Thursday, October 30, 2008

Save The Pie Maker

I don't make impassioned pleas to my extremely limited readership often, except for those begging you not to waste an hour and a half of your life on a worthless movie, but this is different. I'm asking you to spend an hour of your life on a worthwhile TV program.

If you haven't seen it yet, let me tell you about Pushing Daisies. It is whimsical, fun, charming, and unique. The sets, props, and costumes are straight out of the storybooks. The plots are ingenious mysteries that serve to develop and showcase the fantastic characters.

The facts are these...
From Bryan Fuller (Heroes, Wonderfalls) and Barry Sonnenfeld (Men in Black) comes a critically acclaimed series with an unprecedented blend of romance, fantasy and mystery, Pushing Daisies, a forensic fairytale about Ned, a young man with a very special gift.

As a young boy Ned discovers that he can return the dead briefly to life with just one touch.
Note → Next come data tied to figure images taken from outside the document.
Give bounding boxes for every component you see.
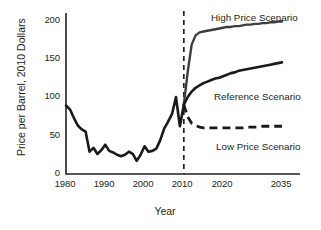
x-tick-1990: 1990 [87, 179, 121, 189]
oil-price-scenarios-chart: 200 150 100 50 0 1980 1990 2000 2010 202… [0, 0, 321, 230]
x-axis-title: Year [120, 205, 210, 217]
x-tick-2020: 2020 [205, 179, 239, 189]
y-axis-title: Price per Barrel, 2010 Dollars [15, 26, 27, 156]
x-tick-1980: 1980 [48, 179, 82, 189]
label-low-price-scenario: Low Price Scenario [216, 141, 300, 152]
y-tick-50: 50 [36, 130, 60, 140]
series-historical [66, 97, 184, 161]
y-tick-150: 150 [36, 53, 60, 63]
y-tick-0: 0 [36, 168, 60, 178]
label-reference-scenario: Reference Scenario [214, 91, 301, 102]
label-high-price-scenario: High Price Scenario [211, 12, 298, 23]
series-low-price [184, 105, 282, 128]
y-tick-100: 100 [36, 91, 60, 101]
chart-canvas [0, 0, 321, 230]
x-tick-2000: 2000 [126, 179, 160, 189]
y-tick-200: 200 [36, 15, 60, 25]
x-tick-2035: 2035 [264, 179, 298, 189]
x-tick-2010: 2010 [165, 179, 199, 189]
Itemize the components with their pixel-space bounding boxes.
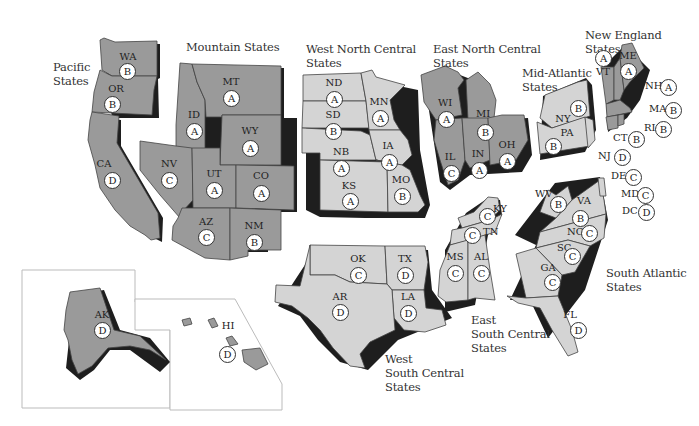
- grade-badge-ms[interactable]: C: [447, 265, 464, 282]
- grade-badge-sd[interactable]: B: [325, 123, 342, 140]
- grade-badge-oh[interactable]: A: [499, 153, 516, 170]
- state-label-fl: FL: [555, 309, 585, 320]
- state-label-me: ME: [613, 50, 643, 61]
- state-label-id: ID: [179, 109, 209, 120]
- grade-badge-in[interactable]: A: [471, 162, 488, 179]
- grade-badge-nj[interactable]: D: [614, 149, 631, 166]
- state-label-al: AL: [466, 251, 496, 262]
- state-label-ok: OK: [343, 253, 373, 264]
- grade-badge-ca[interactable]: D: [104, 172, 121, 189]
- state-label-ia: IA: [373, 140, 403, 151]
- grade-badge-ky[interactable]: C: [479, 208, 496, 225]
- state-label-mt: MT: [216, 76, 246, 87]
- region-label-mountain: Mountain States: [186, 40, 279, 54]
- grade-badge-ri[interactable]: B: [655, 121, 672, 138]
- grade-badge-wy[interactable]: A: [242, 140, 259, 157]
- grade-badge-fl[interactable]: D: [570, 322, 587, 339]
- state-label-wi: WI: [430, 97, 460, 108]
- grade-badge-hi[interactable]: D: [219, 346, 236, 363]
- region-label-south-atlantic: South Atlantic States: [606, 266, 687, 294]
- state-label-az: AZ: [191, 216, 221, 227]
- grade-badge-me[interactable]: A: [620, 63, 637, 80]
- state-label-il: IL: [435, 151, 465, 162]
- grade-badge-ut[interactable]: A: [206, 182, 223, 199]
- grade-badge-md[interactable]: C: [637, 187, 654, 204]
- state-label-hi: HI: [213, 320, 243, 331]
- inset-frames: [22, 270, 282, 410]
- state-label-dc: DC: [622, 205, 638, 217]
- state-label-mi: MI: [468, 108, 498, 119]
- state-label-ri: RI: [644, 122, 655, 134]
- grade-badge-al[interactable]: C: [473, 265, 490, 282]
- state-label-la: LA: [393, 291, 423, 302]
- grade-badge-ny[interactable]: B: [570, 100, 587, 117]
- state-ri: [618, 114, 624, 126]
- region-label-west-south-central: West South Central States: [385, 352, 464, 394]
- state-label-ga: GA: [533, 262, 563, 273]
- region-label-pacific: Pacific States: [53, 60, 90, 88]
- state-label-ca: CA: [89, 158, 119, 169]
- state-label-ak: AK: [87, 309, 117, 320]
- state-label-ct: CT: [613, 132, 627, 144]
- state-label-wy: WY: [235, 125, 265, 136]
- grade-badge-sc[interactable]: C: [564, 248, 581, 265]
- state-label-ks: KS: [334, 180, 364, 191]
- state-label-co: CO: [246, 170, 276, 181]
- grade-badge-wv[interactable]: B: [550, 196, 567, 213]
- region-label-west-north-central: West North Central States: [306, 42, 416, 70]
- grade-badge-pa[interactable]: B: [545, 138, 562, 155]
- state-label-vt: VT: [588, 66, 618, 77]
- grade-badge-ia[interactable]: A: [381, 154, 398, 171]
- region-label-mid-atlantic: Mid-Atlantic States: [522, 66, 592, 94]
- grade-badge-mn[interactable]: A: [372, 110, 389, 127]
- state-label-in: IN: [463, 148, 493, 159]
- grade-badge-nc[interactable]: C: [581, 225, 598, 242]
- state-label-pa: PA: [552, 127, 582, 138]
- grade-badge-nb[interactable]: A: [333, 160, 350, 177]
- grade-badge-ar[interactable]: D: [397, 267, 414, 284]
- grade-badge-nh[interactable]: A: [660, 79, 677, 96]
- state-label-tn: TN: [483, 226, 498, 238]
- grade-badge-tx[interactable]: D: [332, 304, 349, 321]
- grade-badge-or[interactable]: B: [104, 96, 121, 113]
- state-label-va: VA: [569, 195, 599, 206]
- state-label-nj: NJ: [598, 150, 611, 162]
- grade-badge-ma[interactable]: B: [665, 102, 682, 119]
- grade-badge-de[interactable]: C: [625, 169, 642, 186]
- state-ct: [606, 115, 618, 130]
- state-label-nm: NM: [239, 220, 269, 231]
- state-label-wa: WA: [113, 51, 143, 62]
- grade-badge-id[interactable]: A: [186, 123, 203, 140]
- state-label-mo: MO: [386, 174, 416, 185]
- state-label-nv: NV: [154, 158, 184, 169]
- grade-badge-wa[interactable]: B: [119, 63, 136, 80]
- grade-badge-ct[interactable]: B: [628, 131, 645, 148]
- grade-badge-ok[interactable]: C: [350, 267, 367, 284]
- state-label-ut: UT: [199, 168, 229, 179]
- grade-badge-ks[interactable]: A: [342, 193, 359, 210]
- state-label-mn: MN: [364, 96, 394, 107]
- state-label-or: OR: [101, 83, 131, 94]
- state-label-tx: AR: [325, 291, 355, 302]
- grade-badge-mt[interactable]: A: [223, 90, 240, 107]
- grade-badge-mo[interactable]: B: [394, 188, 411, 205]
- grade-badge-az[interactable]: C: [198, 229, 215, 246]
- grade-badge-wi[interactable]: A: [438, 111, 455, 128]
- grade-badge-nd[interactable]: A: [326, 91, 343, 108]
- grade-badge-ga[interactable]: C: [544, 274, 561, 291]
- grade-badge-co[interactable]: A: [253, 185, 270, 202]
- state-label-wv: WV: [535, 188, 553, 200]
- grade-badge-tn[interactable]: C: [464, 227, 481, 244]
- grade-badge-nm[interactable]: B: [246, 234, 263, 251]
- grade-badge-il[interactable]: C: [443, 165, 460, 182]
- grade-badge-la[interactable]: D: [400, 305, 417, 322]
- state-label-nd: ND: [319, 77, 349, 88]
- grade-badge-vt[interactable]: A: [595, 50, 612, 67]
- state-label-ma: MA: [649, 103, 666, 115]
- grade-badge-ak[interactable]: D: [94, 322, 111, 339]
- state-label-sd: SD: [318, 109, 348, 120]
- grade-badge-nv[interactable]: C: [161, 172, 178, 189]
- grade-badge-dc[interactable]: D: [638, 204, 655, 221]
- state-label-ar: TX: [390, 253, 420, 264]
- state-label-nb: NB: [326, 146, 356, 157]
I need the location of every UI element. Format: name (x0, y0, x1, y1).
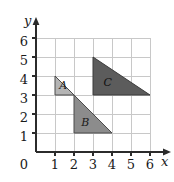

But his random gift isn't without deadly consequences& as he soon finds out. He discovers the rules of his gift early: First touch - alive; second touch - dead again, forever; Keep something alive for more than a minute and something else has to die in its place.

Grown up Ned (Lee Pace) puts his talent to good use by touching dead fruit and making it ripe with everlasting flavor. He opens a pie shop. But his life as a pie maker gets more complicated when private investigator Emerson Cod (Chi McBride) discovers Ned's secret. Emerson convinces the cash-strapped Ned to help him solve murder cases (and collect a hefty reward fee) by raising the dead and getting them to name their killers.

Then Ned is handed the case that changes his life forever. His childhood sweetheart, Charlotte "Chuck" Charles (Anna Friel), is murdered on a cruise ship under strange circumstances. Her death brings him back to his hometown of Coeur d' Coeur to bring Chuck back to life, albeit briefly, and to solve the crime. But once reunited with Chuck, Ned can't bring himself to touch her again.

Chuck becomes the third partner in Ned and Emerson's PI enterprise, but she encourages them to use their skills for good, not just for profit. Ned is overjoyed to be reunited with Chuck, the only girl he's ever loved. Life would be perfect, except for one cruel twist: If Ned ever touches her again, she'll go back to being dead, this time for good.

This season Ned and Chuck's relationship begins to change as Chuck yearns for more independence and moves out of Ned's apartment - without Ned's support. Lovelorn waitress Olive Snook (Kristin Chenoweth) cracks under the pressure of keeping Aunt Lily's (Swoosie Kurtz) deep dark secret -- that Lily is Chuck's mother -- and runs off to a nunnery. Digby gets a new friend when Pigby, a hog with special talents, moves in. And the sudden appearance of mysterious Dwight Dixon (recurring guest star Stephen Root), supposedly an old friend of both Ned's and Chuck's father's, spells trouble for everyone.

Pushing Daisies was nominated for 12 Emmy Awards in its first season. Lee Pace, Anna Friel, Chi McBride, Ellen Greene, Swoosie Kurtz and Kristin Chenoweth star in the visually stunning series from Living Dead Guy Productions, The Jinks/Cohen Company, in association with Warner Bros. Television. Tony winner Jim Dale, reader of the Harry Potter series of audio books, is the narrator. In addition to Fuller and Sonnenfeld, Dan Jinks & Bruce Cohen (Academy Award winning producers of American Beauty) and Peter Ocko (Boston Legal) serve as executive producers.

From ABC's Pushing Daisies Site

Go, click the link and watch an episode or two online. Once you do, go here (http://www.savethepiemaker.com/) and sign the petition to save the show, maybe even send ABC a message via the link under #5. This is the third of Bryan Fuller's series that I has completely absorbed me for an hour every week. I would really love to see this one last.